Traffic at the cafe is already up 70 percent, says museum staff. Sunday at the Museum still feels like it’s triaging the workable out from the possible, but coowner Chau says plans are in the works for restaurant talks, not to mention a second cafe on the roof, once the museum completes its newest round of expansion.

Where Hong is leaving the practical behind is on Thursday night, when the museum stays open late. Helping coordinate the popup within his own restaurant is Janet Lee, a Saison vet who has joined the fledgling Sunday restaurant group. The beer and wine license was just approved.
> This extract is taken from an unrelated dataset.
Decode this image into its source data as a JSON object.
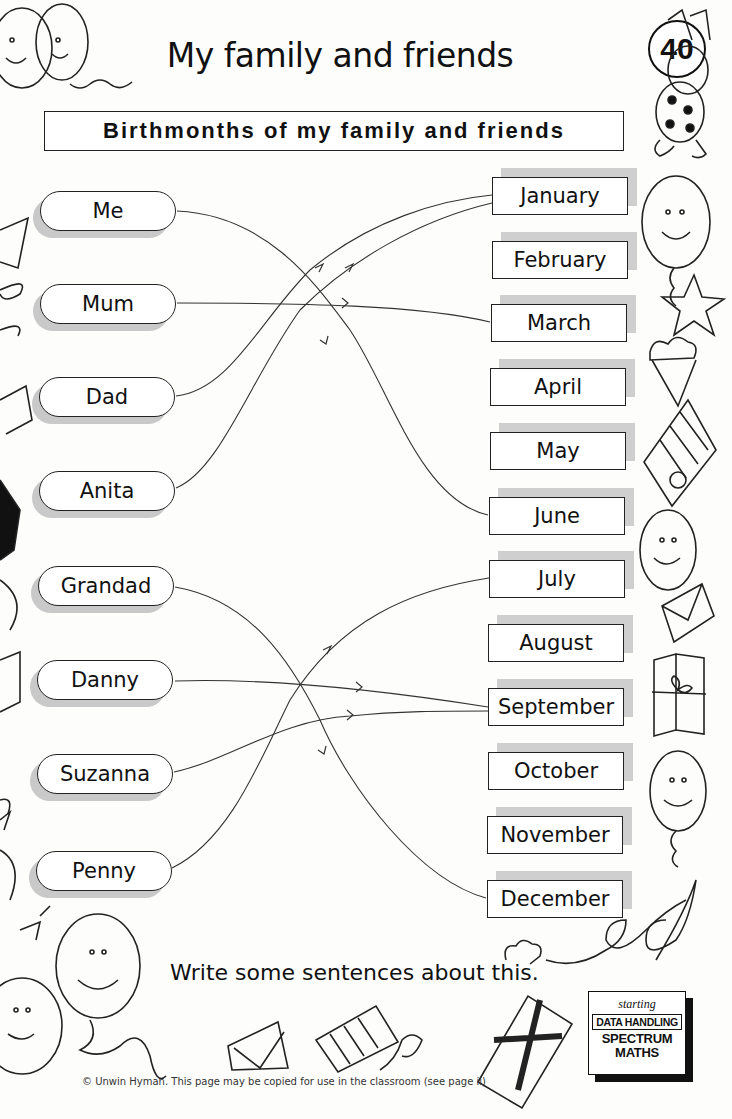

The carts he plans to roll around the room — shades of dim sum, shades of State Bird — aren’t yet out there.

The evening dishes I tried, though, were personal, more ambitious and flatout delicious: a palm-size rice cracker flecked with black sesame seeds, presented on a giant wooden clip and a bowl of mayo-scallion dip that was hard not to eat by the spoonful; deep-fried ddeok (tubular rice cakes) tossed in a sweet fermentedc­hile sauce; and fried rice with Chinese sausages, corn and micro-cilantro.

Perhaps representi­ng a museum collection spanning several millennia of art from India, Korea, Japan, China and parts beyond is too big a task for one cafe. Better to let loose one young cook in the city that gave birth to fortune cookies, sisig burritos and Mission Chinese Food and see what he comes up with — not an exhibit so much as a mirror.

 ??  ??
 ?? Photos by Liz Hafalia / The Chronicle ?? Top: Chef Deuki Hong (right) in the kitchen of the Asian Art Museum’s new cafe, Sunday at the Museum. Above: Lunch at the cafe, a collaborat­ion between Hong and the Boba Guys.
Photos by Liz Hafalia / The Chronicle Top: Chef Deuki Hong (right) in the kitchen of the Asian Art Museum’s new cafe, Sunday at the Museum. Above: Lunch at the cafe, a collaborat­ion between Hong and the Boba Guys.